'Transparent' gives Amazon a top-notch series

Actor Jeffrey Tambor as Maura Pfefferman in "Transparent," an Amazon original series in 2014. Credit: Amazon Studios / Beth Dubber
THE SHOW. “Transparent”
WHEN | WHERE. Now streaming to subscribers of Amazon Prime Instant Video
WHAT IT'S ABOUT. The Pfeffermans are a middle-class Jewish family -- the children are all adults -- who live around Los Angeles. The father, Mort (Jeffrey Tambor), has a lifelong secret: He is transgender, and has finally decided to tell his family. They are Sarah (Amy Landecker), a mother of two; Josh (Jay Duplass), a music producer; and Ali (Gaby Hoffmann), the youngest. His ex-wife is Shelly (Judith Light). And by the way, Mort is no longer Mort, but Maura. The pilot has been around awhile, but on Friday, Sept. 26, Amazon released the final nine. My appraisal -- which follows -- is based on six episodes.
MY SAY. “Transparent” is not for everyone -- the sex and language are unusually graphic and for some sensibilities, shocking. So consider this your caveat emptor. But get past that to the important stuff -- craftsmanship, execution, intelligence -- and this 10-parter is clearly special. The best new show of the fall, as some critics have already declared? Sure. Why not? Except that says next to nothing. But this indisputably is Amazon Prime's “Orange Is the New Black.” That -- believe me -- is praise enough.
“Transparent” is about people who are in pieces -- none of them fully assembled. They are restlessly attempting to assemble those pieces but invariably fall short.
“Transparent” doesn't need to look far for a reason why: Maura/Mort never came to terms with who he was. In a key sense, the errors of the father are passed on to the children, because he never taught them how to be themselves, or accept themselves for who they were and are -- he was too busy hiding from himself. The family members love each other, but their self-loathing is palpable.
That's the haunting background melody throughout, but the tone is leavened by some effortlessly funny writing and outstanding performances.
Creator Jill Soloway, who is largely nonjudgmental about her deeply fraught characters, has captured these lives so fully that they start to almost take form off-screen, too. They seem more real than real at moments -- the clearest indication Soloway has poured much of her life into them as well.
The same sort of love-hate and disdain-adoration for a very specific geographic slice of L.A. -- maybe Toluca Lake or Silver Lake -- that “Girls” has for Brooklyn also crowds that screen. The show luxuriates in the excesses of parts of the culture -- drugs, booze, sex in particular -- but those excesses also reflect the tumultuous inner lives of these characters.
For better or worse, they're part of this contained little world from which there is no escape for any of them. Even with all the sunshine, “Transparent” feels claustrophobic at times. That doesn't distract from this show's quality: Claustrophobia happens to work particularly well here.
BOTTOM LINE. An Amazon Prime triumph.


• EXERCISE DIRECTIONS: So long as no pictures are carried over, output the records below exactly.

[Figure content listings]
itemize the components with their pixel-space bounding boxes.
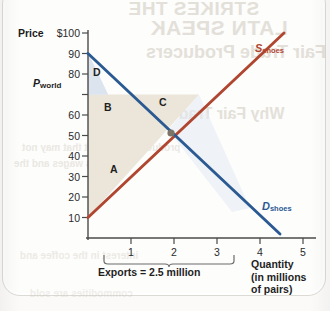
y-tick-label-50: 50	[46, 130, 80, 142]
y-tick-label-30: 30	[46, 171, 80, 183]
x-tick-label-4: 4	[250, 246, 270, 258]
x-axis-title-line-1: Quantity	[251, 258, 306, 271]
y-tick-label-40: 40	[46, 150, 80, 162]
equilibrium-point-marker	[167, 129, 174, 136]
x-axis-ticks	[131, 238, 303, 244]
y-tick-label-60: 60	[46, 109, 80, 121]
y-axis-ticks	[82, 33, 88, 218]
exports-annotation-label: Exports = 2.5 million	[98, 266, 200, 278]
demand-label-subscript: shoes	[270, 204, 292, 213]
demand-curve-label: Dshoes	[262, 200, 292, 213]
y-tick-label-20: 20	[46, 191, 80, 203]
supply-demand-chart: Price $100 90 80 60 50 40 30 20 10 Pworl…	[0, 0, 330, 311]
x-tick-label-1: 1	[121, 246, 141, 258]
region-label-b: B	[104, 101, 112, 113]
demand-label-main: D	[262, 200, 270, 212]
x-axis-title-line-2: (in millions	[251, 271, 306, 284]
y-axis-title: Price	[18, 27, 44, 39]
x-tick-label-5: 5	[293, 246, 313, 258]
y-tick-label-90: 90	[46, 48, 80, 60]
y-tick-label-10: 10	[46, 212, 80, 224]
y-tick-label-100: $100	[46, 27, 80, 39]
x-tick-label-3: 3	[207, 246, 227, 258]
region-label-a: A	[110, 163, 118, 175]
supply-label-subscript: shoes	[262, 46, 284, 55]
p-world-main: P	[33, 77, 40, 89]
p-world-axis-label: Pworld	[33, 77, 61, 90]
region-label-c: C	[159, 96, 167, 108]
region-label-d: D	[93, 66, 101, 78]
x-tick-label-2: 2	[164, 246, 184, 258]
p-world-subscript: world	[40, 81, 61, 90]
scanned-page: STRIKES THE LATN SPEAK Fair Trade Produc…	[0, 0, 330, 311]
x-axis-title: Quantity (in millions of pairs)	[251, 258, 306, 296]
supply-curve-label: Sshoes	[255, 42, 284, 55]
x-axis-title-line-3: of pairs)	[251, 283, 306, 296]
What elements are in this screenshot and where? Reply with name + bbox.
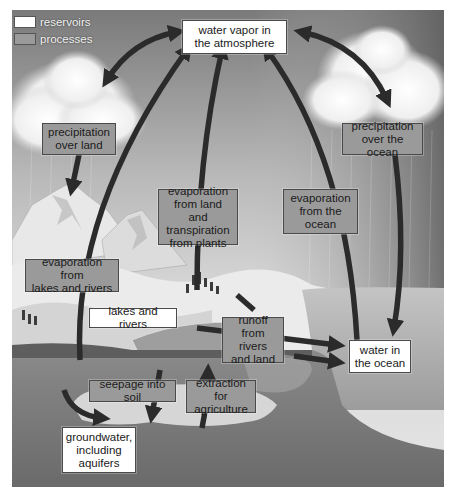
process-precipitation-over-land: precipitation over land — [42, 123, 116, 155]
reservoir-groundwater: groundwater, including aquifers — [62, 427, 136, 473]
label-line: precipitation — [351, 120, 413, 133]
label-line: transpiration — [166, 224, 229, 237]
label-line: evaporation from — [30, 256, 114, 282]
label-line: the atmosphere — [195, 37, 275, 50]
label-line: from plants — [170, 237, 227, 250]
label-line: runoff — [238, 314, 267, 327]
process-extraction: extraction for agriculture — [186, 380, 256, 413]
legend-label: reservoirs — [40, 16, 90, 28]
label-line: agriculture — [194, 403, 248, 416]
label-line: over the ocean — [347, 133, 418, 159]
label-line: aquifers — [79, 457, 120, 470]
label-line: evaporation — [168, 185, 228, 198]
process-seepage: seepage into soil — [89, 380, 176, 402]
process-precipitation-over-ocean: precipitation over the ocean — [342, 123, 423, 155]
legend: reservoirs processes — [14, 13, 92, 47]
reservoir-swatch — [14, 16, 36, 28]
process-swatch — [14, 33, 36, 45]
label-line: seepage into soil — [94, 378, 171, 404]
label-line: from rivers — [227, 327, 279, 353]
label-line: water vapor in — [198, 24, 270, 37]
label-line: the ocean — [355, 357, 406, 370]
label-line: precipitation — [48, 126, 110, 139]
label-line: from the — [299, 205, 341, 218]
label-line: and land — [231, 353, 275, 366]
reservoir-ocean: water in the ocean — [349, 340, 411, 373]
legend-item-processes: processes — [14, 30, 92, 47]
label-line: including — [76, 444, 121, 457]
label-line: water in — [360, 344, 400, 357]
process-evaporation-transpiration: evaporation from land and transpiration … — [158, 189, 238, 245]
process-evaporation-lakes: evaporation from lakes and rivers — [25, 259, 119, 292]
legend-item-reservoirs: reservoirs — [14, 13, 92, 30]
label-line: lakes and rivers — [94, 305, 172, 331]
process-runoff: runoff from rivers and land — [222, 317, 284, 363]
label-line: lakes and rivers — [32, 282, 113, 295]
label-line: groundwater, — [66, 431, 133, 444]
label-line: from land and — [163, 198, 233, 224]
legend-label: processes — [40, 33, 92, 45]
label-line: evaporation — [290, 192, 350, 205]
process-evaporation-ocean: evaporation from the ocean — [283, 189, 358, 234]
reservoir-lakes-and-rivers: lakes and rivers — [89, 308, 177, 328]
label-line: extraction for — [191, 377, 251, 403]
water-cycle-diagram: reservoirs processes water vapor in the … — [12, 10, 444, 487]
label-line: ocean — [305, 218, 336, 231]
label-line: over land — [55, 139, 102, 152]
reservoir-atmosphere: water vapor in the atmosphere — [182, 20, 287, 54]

• SOLUTION TO THIS EXERCISE:
itemize the components with their pixel-space bounding boxes.
y-tick-label-50: 50	[46, 130, 80, 142]
y-tick-label-30: 30	[46, 171, 80, 183]
x-tick-label-4: 4	[250, 246, 270, 258]
x-axis-title-line-1: Quantity	[251, 258, 306, 271]
y-tick-label-40: 40	[46, 150, 80, 162]
equilibrium-point-marker	[167, 129, 174, 136]
x-axis-ticks	[131, 238, 303, 244]
y-tick-label-60: 60	[46, 109, 80, 121]
y-axis-ticks	[82, 33, 88, 218]
exports-annotation-label: Exports = 2.5 million	[98, 266, 200, 278]
demand-label-subscript: shoes	[270, 204, 292, 213]
demand-curve-label: Dshoes	[262, 200, 292, 213]
y-tick-label-20: 20	[46, 191, 80, 203]
supply-demand-chart: Price $100 90 80 60 50 40 30 20 10 Pworl…	[0, 0, 330, 311]
x-tick-label-1: 1	[121, 246, 141, 258]
region-label-b: B	[104, 101, 112, 113]
demand-label-main: D	[262, 200, 270, 212]
x-axis-title-line-2: (in millions	[251, 271, 306, 284]
y-axis-title: Price	[18, 27, 44, 39]
x-tick-label-5: 5	[293, 246, 313, 258]
y-tick-label-90: 90	[46, 48, 80, 60]
y-tick-label-10: 10	[46, 212, 80, 224]
y-tick-label-100: $100	[46, 27, 80, 39]
x-tick-label-3: 3	[207, 246, 227, 258]
region-label-a: A	[110, 163, 118, 175]
supply-label-subscript: shoes	[262, 46, 284, 55]
p-world-main: P	[33, 77, 40, 89]
p-world-axis-label: Pworld	[33, 77, 61, 90]
region-label-c: C	[159, 96, 167, 108]
region-label-d: D	[93, 66, 101, 78]
x-tick-label-2: 2	[164, 246, 184, 258]
p-world-subscript: world	[40, 81, 61, 90]
scanned-page: STRIKES THE LATN SPEAK Fair Trade Produc…	[0, 0, 330, 311]
x-axis-title: Quantity (in millions of pairs)	[251, 258, 306, 296]
supply-curve-label: Sshoes	[255, 42, 284, 55]
x-axis-title-line-3: of pairs)	[251, 283, 306, 296]
What elements are in this screenshot and where? Reply with name + bbox.
process-precipitation-over-land: precipitation over land — [42, 123, 116, 155]
reservoir-groundwater: groundwater, including aquifers — [62, 427, 136, 473]
label-line: precipitation — [351, 120, 413, 133]
label-line: transpiration — [166, 224, 229, 237]
label-line: evaporation from — [30, 256, 114, 282]
label-line: the atmosphere — [195, 37, 275, 50]
label-line: from plants — [170, 237, 227, 250]
label-line: runoff — [238, 314, 267, 327]
process-extraction: extraction for agriculture — [186, 380, 256, 413]
legend-label: reservoirs — [40, 16, 90, 28]
label-line: agriculture — [194, 403, 248, 416]
label-line: over the ocean — [347, 133, 418, 159]
label-line: aquifers — [79, 457, 120, 470]
label-line: evaporation — [168, 185, 228, 198]
process-seepage: seepage into soil — [89, 380, 176, 402]
process-precipitation-over-ocean: precipitation over the ocean — [342, 123, 423, 155]
legend: reservoirs processes — [14, 13, 92, 47]
reservoir-swatch — [14, 16, 36, 28]
process-swatch — [14, 33, 36, 45]
label-line: seepage into soil — [94, 378, 171, 404]
label-line: from rivers — [227, 327, 279, 353]
label-line: water vapor in — [198, 24, 270, 37]
label-line: the ocean — [355, 357, 406, 370]
label-line: precipitation — [48, 126, 110, 139]
label-line: from the — [299, 205, 341, 218]
label-line: and land — [231, 353, 275, 366]
reservoir-ocean: water in the ocean — [349, 340, 411, 373]
legend-item-processes: processes — [14, 30, 92, 47]
label-line: including — [76, 444, 121, 457]
label-line: water in — [360, 344, 400, 357]
process-evaporation-transpiration: evaporation from land and transpiration … — [158, 189, 238, 245]
process-evaporation-lakes: evaporation from lakes and rivers — [25, 259, 119, 292]
legend-item-reservoirs: reservoirs — [14, 13, 92, 30]
label-line: lakes and rivers — [94, 305, 172, 331]
process-runoff: runoff from rivers and land — [222, 317, 284, 363]
label-line: lakes and rivers — [32, 282, 113, 295]
label-line: groundwater, — [66, 431, 133, 444]
label-line: from land and — [163, 198, 233, 224]
legend-label: processes — [40, 33, 92, 45]
label-line: evaporation — [290, 192, 350, 205]
process-evaporation-ocean: evaporation from the ocean — [283, 189, 358, 234]
reservoir-lakes-and-rivers: lakes and rivers — [89, 308, 177, 328]
label-line: extraction for — [191, 377, 251, 403]
water-cycle-diagram: reservoirs processes water vapor in the … — [12, 10, 444, 487]
label-line: ocean — [305, 218, 336, 231]
label-line: over land — [55, 139, 102, 152]
reservoir-atmosphere: water vapor in the atmosphere — [182, 20, 287, 54]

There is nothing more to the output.